Review: The Sons of El Rey

The tender and revelatory family drama The Sons of El Rey by Alex Espinoza (The Five Acts of Diego León) follows three generations of Mexican-American men as their passion for lucha libre sustains them through immigration, loss, and secret heartache.

In the 1960s, Ernesto Vega leaves his life as a pig farmer in a Mexican village to move to Mexico City, joined by his strong-willed wife, Elena, who refuses to stay behind and wait for him. There he becomes the successful luchador El Rey Coyote, immersed in a world of battle and pageantry that embraces a performative version of queerness in a society shrouded by homophobia. His forbidden love for his best friend overshadows his fame and marriage, although he cannot make the relationship public without destroying his reputation.

Decades later in 2020, Ernesto is now an old man dying in the hospital and his son Freddy struggles with the pandemic-mandated closure of the family gym Ernesto founded 40 years ago after emigrating to Los Angeles. Freddy can "feel him in every corner and cold pocket," helpless against the closure just as he is helpless against his father's impending death. Freddy's son Julian is frustrated by his father's macho reluctance to accept his help or emotional support. Julian's financial struggles following grad school lead him into high-end sex work, in which he finds himself playing out a client's reductive fantasies about Mexican-American men. Layers of unspoken loss and longing divide the Vega family as the alternating narratives of father, son, and grandson come to light across decades of both metaphorical and literal fighting to build a future.

Most great family dramas have a mystery at their cores, a secret thorn buried in the family's foundation and shrouded in protective silence, and The Sons of El Rey is no exception. Espinoza draws readers into the ripple effects of toxic masculinity, racism, and unspoken truths as the Vega men fight in succession to reconcile their inner lives with societal expectations of their identities with varying degrees of success. Espinoza's prose hits with raw emotional power, illuminating the ways in which "[t]he hurt is what shapes us." This saga of fathers and sons, literal and metaphorical masks, and the American dream spans several turbulent decades and highlights the need for each generation to keep moving forward and keep fighting. --Jaclyn Fulwood, blogger at Infinite Reads

Shelf Talker:Three generations of Mexican American men grapple with masculinity, identity, and their family's legacy in the lucha libre world.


Problem:
The listing below must be given again in full, exactly.

▬▬▬▬▬▬

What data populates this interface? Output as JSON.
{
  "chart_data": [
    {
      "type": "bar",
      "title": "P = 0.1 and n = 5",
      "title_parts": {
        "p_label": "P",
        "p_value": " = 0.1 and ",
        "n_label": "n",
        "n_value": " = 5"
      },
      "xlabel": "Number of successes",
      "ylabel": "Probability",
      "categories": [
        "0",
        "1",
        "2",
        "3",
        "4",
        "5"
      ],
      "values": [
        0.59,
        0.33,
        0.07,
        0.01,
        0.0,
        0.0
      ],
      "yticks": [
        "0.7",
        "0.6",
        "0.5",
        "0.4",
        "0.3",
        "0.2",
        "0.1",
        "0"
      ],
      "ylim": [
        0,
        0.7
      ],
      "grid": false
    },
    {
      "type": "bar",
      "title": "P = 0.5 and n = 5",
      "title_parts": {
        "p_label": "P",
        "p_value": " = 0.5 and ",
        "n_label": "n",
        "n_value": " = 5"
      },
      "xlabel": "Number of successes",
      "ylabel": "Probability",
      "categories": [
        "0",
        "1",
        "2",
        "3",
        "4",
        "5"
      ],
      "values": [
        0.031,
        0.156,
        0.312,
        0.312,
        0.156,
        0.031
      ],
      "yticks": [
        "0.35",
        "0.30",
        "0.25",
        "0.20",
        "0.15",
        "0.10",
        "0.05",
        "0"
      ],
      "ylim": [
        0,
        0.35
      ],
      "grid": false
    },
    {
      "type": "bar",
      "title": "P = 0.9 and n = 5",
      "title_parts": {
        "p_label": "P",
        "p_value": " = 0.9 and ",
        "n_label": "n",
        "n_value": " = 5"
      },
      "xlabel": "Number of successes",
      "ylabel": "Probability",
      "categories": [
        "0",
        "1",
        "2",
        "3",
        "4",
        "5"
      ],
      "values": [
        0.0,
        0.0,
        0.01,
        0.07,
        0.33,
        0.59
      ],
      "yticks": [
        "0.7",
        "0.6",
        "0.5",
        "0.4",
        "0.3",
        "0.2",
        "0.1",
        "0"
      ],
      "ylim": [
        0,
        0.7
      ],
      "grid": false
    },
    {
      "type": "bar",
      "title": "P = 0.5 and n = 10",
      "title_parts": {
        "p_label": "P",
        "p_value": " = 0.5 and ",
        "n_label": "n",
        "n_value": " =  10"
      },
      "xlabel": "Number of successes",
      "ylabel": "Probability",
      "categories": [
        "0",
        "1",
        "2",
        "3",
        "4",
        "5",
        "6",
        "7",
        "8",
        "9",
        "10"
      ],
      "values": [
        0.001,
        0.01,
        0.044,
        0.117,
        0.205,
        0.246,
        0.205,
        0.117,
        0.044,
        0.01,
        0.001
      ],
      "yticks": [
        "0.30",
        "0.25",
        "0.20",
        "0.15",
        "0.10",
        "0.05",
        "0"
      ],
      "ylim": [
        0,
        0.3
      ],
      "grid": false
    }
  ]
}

▬▬▬▬▬▬

Exercise result:
What data populates this interface? Output as JSON.
{
  "chart_data": [
    {
      "type": "bar",
      "title": "P = 0.1 and n = 5",
      "title_parts": {
        "p_label": "P",
        "p_value": " = 0.1 and ",
        "n_label": "n",
        "n_value": " = 5"
      },
      "xlabel": "Number of successes",
      "ylabel": "Probability",
      "categories": [
        "0",
        "1",
        "2",
        "3",
        "4",
        "5"
      ],
      "values": [
        0.59,
        0.33,
        0.07,
        0.01,
        0.0,
        0.0
      ],
      "yticks": [
        "0.7",
        "0.6",
        "0.5",
        "0.4",
        "0.3",
        "0.2",
        "0.1",
        "0"
      ],
      "ylim": [
        0,
        0.7
      ],
      "grid": false
    },
    {
      "type": "bar",
      "title": "P = 0.5 and n = 5",
      "title_parts": {
        "p_label": "P",
        "p_value": " = 0.5 and ",
        "n_label": "n",
        "n_value": " = 5"
      },
      "xlabel": "Number of successes",
      "ylabel": "Probability",
      "categories": [
        "0",
        "1",
        "2",
        "3",
        "4",
        "5"
      ],
      "values": [
        0.031,
        0.156,
        0.312,
        0.312,
        0.156,
        0.031
      ],
      "yticks": [
        "0.35",
        "0.30",
        "0.25",
        "0.20",
        "0.15",
        "0.10",
        "0.05",
        "0"
      ],
      "ylim": [
        0,
        0.35
      ],
      "grid": false
    },
    {
      "type": "bar",
      "title": "P = 0.9 and n = 5",
      "title_parts": {
        "p_label": "P",
        "p_value": " = 0.9 and ",
        "n_label": "n",
        "n_value": " = 5"
      },
      "xlabel": "Number of successes",
      "ylabel": "Probability",
      "categories": [
        "0",
        "1",
        "2",
        "3",
        "4",
        "5"
      ],
      "values": [
        0.0,
        0.0,
        0.01,
        0.07,
        0.33,
        0.59
      ],
      "yticks": [
        "0.7",
        "0.6",
        "0.5",
        "0.4",
        "0.3",
        "0.2",
        "0.1",
        "0"
      ],
      "ylim": [
        0,
        0.7
      ],
      "grid": false
    },
    {
      "type": "bar",
      "title": "P = 0.5 and n = 10",
      "title_parts": {
        "p_label": "P",
        "p_value": " = 0.5 and ",
        "n_label": "n",
        "n_value": " =  10"
      },
      "xlabel": "Number of successes",
      "ylabel": "Probability",
      "categories": [
        "0",
        "1",
        "2",
        "3",
        "4",
        "5",
        "6",
        "7",
        "8",
        "9",
        "10"
      ],
      "values": [
        0.001,
        0.01,
        0.044,
        0.117,
        0.205,
        0.246,
        0.205,
        0.117,
        0.044,
        0.01,
        0.001
      ],
      "yticks": [
        "0.30",
        "0.25",
        "0.20",
        "0.15",
        "0.10",
        "0.05",
        "0"
      ],
      "ylim": [
        0,
        0.3
      ],
      "grid": false
    }
  ]
}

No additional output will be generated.